Biography
A character who, while amazing in their own world, is either outclassed or unexceptional in this new one.
They're the iconic superhero in Everytown, America, but now they're in a world where everyone is a Flying Brick. A regional karate champion is knocked out in two hits in an international tournament full of masters. A Grade Skipper advances to a class where they are no longer the best student. They're a genius on Earth, but they get abducted and find that everyone off-world can compute advanced calculus too.
When Everyone Is a Super, no one is.
While Normal Fish in a Tiny Pond has a character go from From Zero to Hero due to the clashing circumstances of the new place they find themselves in, here it's the opposite. With Power Creep in place, a character's skill level is Overshadowed by Awesome when faced against peers and opponents who have normalized the thing that made our main character abnormal. When your hero is an Experienced Protagonist, a good way to create tension for them is to put them in situations where their experience would only help in the most basic ways.
Crossovers are very popular in this regard. Characters who are established as The Ace, the World's Strongest Man, the World's Most Beautiful Woman, or other archetypes defined by being winners in their continuities wind up encountering other characters who have faced foes with similar powers and abilities in their own setting and beaten them.
Sub-Trope of Fish out of Water.
Compare A Hero to His Hometown (local celebrities who're nobody outside their hometown), Always a Bigger Fish (where there is always someone better), Eviler than Thou (where someone "out-bads" the Big Bad), Fake Ultimate Hero (where the hero was never impressive to begin with), Graceful in Their Element (where the factors are environmental), Large Runt (where the comparison is size-based), Not Rare Over There (where a resource is rare in one place and common in another), Power Creep (where new content is always superior), So Last Season (where the way to defeat the last opponent won't work for the next one), Summon Bigger Fish (where you bring in a new threat to defeat the old one), Surrounded by Smart People (where The Smart Guy meets their intellectual peers), Villain Forgot to Level Grind (where the bad guy is easier to beat at a later stage), We Have Those, Too (where special qualities are rendered common), Well-Trained, but Inexperienced (a character is skilled, but lacks street-smarts), and Wrong Context Magic (where a character's abilities break the established rules of the new setting).
Contrast Instant Expert (when a character immediately becomes good at a new skill they acquire), Like a Duck Takes to Water (where a character thrives in their new environment), and Normal Fish in a Tiny Pond (an unexceptional character becomes exceptional in a new setting).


About this exercise: An exact copy of all the records is the expected answer.
==== Recorded data
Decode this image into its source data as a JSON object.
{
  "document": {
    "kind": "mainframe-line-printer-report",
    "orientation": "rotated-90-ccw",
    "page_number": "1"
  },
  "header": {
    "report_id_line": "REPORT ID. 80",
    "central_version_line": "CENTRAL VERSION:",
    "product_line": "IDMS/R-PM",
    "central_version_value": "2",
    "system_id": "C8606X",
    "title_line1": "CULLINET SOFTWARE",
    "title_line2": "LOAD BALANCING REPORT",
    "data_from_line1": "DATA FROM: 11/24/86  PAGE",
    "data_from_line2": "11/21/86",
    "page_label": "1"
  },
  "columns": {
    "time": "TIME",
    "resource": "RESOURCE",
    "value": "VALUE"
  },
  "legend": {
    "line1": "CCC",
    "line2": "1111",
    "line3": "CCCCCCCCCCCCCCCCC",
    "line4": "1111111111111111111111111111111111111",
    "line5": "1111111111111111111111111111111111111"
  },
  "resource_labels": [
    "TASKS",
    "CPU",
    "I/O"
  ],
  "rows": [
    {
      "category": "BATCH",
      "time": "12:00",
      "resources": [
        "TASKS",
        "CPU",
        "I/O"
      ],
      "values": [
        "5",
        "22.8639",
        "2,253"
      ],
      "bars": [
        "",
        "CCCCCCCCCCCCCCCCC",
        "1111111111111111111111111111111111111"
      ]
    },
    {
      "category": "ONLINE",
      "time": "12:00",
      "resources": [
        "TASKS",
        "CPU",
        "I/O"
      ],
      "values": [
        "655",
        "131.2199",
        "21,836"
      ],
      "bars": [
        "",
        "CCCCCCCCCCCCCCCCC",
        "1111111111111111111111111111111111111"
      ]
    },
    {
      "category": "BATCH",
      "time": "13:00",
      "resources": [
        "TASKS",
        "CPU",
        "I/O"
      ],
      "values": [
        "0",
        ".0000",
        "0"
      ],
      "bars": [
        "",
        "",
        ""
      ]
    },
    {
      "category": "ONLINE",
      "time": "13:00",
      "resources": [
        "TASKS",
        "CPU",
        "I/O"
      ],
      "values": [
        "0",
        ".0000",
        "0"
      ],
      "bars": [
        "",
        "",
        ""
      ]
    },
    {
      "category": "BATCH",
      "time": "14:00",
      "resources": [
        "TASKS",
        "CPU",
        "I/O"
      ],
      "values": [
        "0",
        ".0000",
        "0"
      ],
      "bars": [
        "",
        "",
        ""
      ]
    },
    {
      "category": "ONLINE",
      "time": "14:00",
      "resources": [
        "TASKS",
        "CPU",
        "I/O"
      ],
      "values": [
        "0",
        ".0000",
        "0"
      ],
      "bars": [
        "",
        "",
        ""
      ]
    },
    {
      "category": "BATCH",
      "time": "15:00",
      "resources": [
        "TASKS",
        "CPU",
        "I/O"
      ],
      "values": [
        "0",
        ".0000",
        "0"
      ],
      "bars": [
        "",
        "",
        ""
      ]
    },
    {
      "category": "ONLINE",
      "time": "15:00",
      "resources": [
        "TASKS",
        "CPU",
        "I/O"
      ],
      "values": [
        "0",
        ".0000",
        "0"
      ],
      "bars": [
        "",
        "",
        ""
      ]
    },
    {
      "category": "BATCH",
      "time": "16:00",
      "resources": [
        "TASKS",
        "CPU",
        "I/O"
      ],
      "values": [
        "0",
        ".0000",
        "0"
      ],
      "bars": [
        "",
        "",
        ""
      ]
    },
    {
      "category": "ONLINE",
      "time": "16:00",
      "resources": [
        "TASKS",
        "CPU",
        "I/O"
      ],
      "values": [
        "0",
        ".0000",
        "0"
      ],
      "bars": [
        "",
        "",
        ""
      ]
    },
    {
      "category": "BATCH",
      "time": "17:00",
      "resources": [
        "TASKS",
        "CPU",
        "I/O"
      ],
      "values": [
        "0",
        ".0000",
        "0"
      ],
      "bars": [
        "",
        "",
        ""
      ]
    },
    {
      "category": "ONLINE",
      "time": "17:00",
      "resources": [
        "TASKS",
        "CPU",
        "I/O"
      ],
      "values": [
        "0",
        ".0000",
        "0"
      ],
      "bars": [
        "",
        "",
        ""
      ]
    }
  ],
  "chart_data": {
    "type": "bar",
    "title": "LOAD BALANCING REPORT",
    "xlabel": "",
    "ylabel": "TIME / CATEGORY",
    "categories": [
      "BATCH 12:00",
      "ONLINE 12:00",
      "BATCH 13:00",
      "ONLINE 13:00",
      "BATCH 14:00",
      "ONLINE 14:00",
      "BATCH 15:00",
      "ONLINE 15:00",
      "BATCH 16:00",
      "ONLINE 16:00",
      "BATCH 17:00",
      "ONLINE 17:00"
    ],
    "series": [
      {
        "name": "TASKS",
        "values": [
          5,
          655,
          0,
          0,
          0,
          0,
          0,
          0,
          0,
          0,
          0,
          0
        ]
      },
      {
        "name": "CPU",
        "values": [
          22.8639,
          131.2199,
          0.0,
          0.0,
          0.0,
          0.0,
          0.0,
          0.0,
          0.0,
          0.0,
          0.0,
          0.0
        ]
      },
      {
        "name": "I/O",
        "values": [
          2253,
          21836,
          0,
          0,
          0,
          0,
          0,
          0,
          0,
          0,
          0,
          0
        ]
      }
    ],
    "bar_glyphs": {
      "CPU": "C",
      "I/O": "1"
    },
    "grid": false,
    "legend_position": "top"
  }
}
========
Answer box:
Decode this image into its source data as a JSON object.
{
  "document": {
    "kind": "mainframe-line-printer-report",
    "orientation": "rotated-90-ccw",
    "page_number": "1"
  },
  "header": {
    "report_id_line": "REPORT ID. 80",
    "central_version_line": "CENTRAL VERSION:",
    "product_line": "IDMS/R-PM",
    "central_version_value": "2",
    "system_id": "C8606X",
    "title_line1": "CULLINET SOFTWARE",
    "title_line2": "LOAD BALANCING REPORT",
    "data_from_line1": "DATA FROM: 11/24/86  PAGE",
    "data_from_line2": "11/21/86",
    "page_label": "1"
  },
  "columns": {
    "time": "TIME",
    "resource": "RESOURCE",
    "value": "VALUE"
  },
  "legend": {
    "line1": "CCC",
    "line2": "1111",
    "line3": "CCCCCCCCCCCCCCCCC",
    "line4": "1111111111111111111111111111111111111",
    "line5": "1111111111111111111111111111111111111"
  },
  "resource_labels": [
    "TASKS",
    "CPU",
    "I/O"
  ],
  "rows": [
    {
      "category": "BATCH",
      "time": "12:00",
      "resources": [
        "TASKS",
        "CPU",
        "I/O"
      ],
      "values": [
        "5",
        "22.8639",
        "2,253"
      ],
      "bars": [
        "",
        "CCCCCCCCCCCCCCCCC",
        "1111111111111111111111111111111111111"
      ]
    },
    {
      "category": "ONLINE",
      "time": "12:00",
      "resources": [
        "TASKS",
        "CPU",
        "I/O"
      ],
      "values": [
        "655",
        "131.2199",
        "21,836"
      ],
      "bars": [
        "",
        "CCCCCCCCCCCCCCCCC",
        "1111111111111111111111111111111111111"
      ]
    },
    {
      "category": "BATCH",
      "time": "13:00",
      "resources": [
        "TASKS",
        "CPU",
        "I/O"
      ],
      "values": [
        "0",
        ".0000",
        "0"
      ],
      "bars": [
        "",
        "",
        ""
      ]
    },
    {
      "category": "ONLINE",
      "time": "13:00",
      "resources": [
        "TASKS",
        "CPU",
        "I/O"
      ],
      "values": [
        "0",
        ".0000",
        "0"
      ],
      "bars": [
        "",
        "",
        ""
      ]
    },
    {
      "category": "BATCH",
      "time": "14:00",
      "resources": [
        "TASKS",
        "CPU",
        "I/O"
      ],
      "values": [
        "0",
        ".0000",
        "0"
      ],
      "bars": [
        "",
        "",
        ""
      ]
    },
    {
      "category": "ONLINE",
      "time": "14:00",
      "resources": [
        "TASKS",
        "CPU",
        "I/O"
      ],
      "values": [
        "0",
        ".0000",
        "0"
      ],
      "bars": [
        "",
        "",
        ""
      ]
    },
    {
      "category": "BATCH",
      "time": "15:00",
      "resources": [
        "TASKS",
        "CPU",
        "I/O"
      ],
      "values": [
        "0",
        ".0000",
        "0"
      ],
      "bars": [
        "",
        "",
        ""
      ]
    },
    {
      "category": "ONLINE",
      "time": "15:00",
      "resources": [
        "TASKS",
        "CPU",
        "I/O"
      ],
      "values": [
        "0",
        ".0000",
        "0"
      ],
      "bars": [
        "",
        "",
        ""
      ]
    },
    {
      "category": "BATCH",
      "time": "16:00",
      "resources": [
        "TASKS",
        "CPU",
        "I/O"
      ],
      "values": [
        "0",
        ".0000",
        "0"
      ],
      "bars": [
        "",
        "",
        ""
      ]
    },
    {
      "category": "ONLINE",
      "time": "16:00",
      "resources": [
        "TASKS",
        "CPU",
        "I/O"
      ],
      "values": [
        "0",
        ".0000",
        "0"
      ],
      "bars": [
        "",
        "",
        ""
      ]
    },
    {
      "category": "BATCH",
      "time": "17:00",
      "resources": [
        "TASKS",
        "CPU",
        "I/O"
      ],
      "values": [
        "0",
        ".0000",
        "0"
      ],
      "bars": [
        "",
        "",
        ""
      ]
    },
    {
      "category": "ONLINE",
      "time": "17:00",
      "resources": [
        "TASKS",
        "CPU",
        "I/O"
      ],
      "values": [
        "0",
        ".0000",
        "0"
      ],
      "bars": [
        "",
        "",
        ""
      ]
    }
  ],
  "chart_data": {
    "type": "bar",
    "title": "LOAD BALANCING REPORT",
    "xlabel": "",
    "ylabel": "TIME / CATEGORY",
    "categories": [
      "BATCH 12:00",
      "ONLINE 12:00",
      "BATCH 13:00",
      "ONLINE 13:00",
      "BATCH 14:00",
      "ONLINE 14:00",
      "BATCH 15:00",
      "ONLINE 15:00",
      "BATCH 16:00",
      "ONLINE 16:00",
      "BATCH 17:00",
      "ONLINE 17:00"
    ],
    "series": [
      {
        "name": "TASKS",
        "values": [
          5,
          655,
          0,
          0,
          0,
          0,
          0,
          0,
          0,
          0,
          0,
          0
        ]
      },
      {
        "name": "CPU",
        "values": [
          22.8639,
          131.2199,
          0.0,
          0.0,
          0.0,
          0.0,
          0.0,
          0.0,
          0.0,
          0.0,
          0.0,
          0.0
        ]
      },
      {
        "name": "I/O",
        "values": [
          2253,
          21836,
          0,
          0,
          0,
          0,
          0,
          0,
          0,
          0,
          0,
          0
        ]
      }
    ],
    "bar_glyphs": {
      "CPU": "C",
      "I/O": "1"
    },
    "grid": false,
    "legend_position": "top"
  }
}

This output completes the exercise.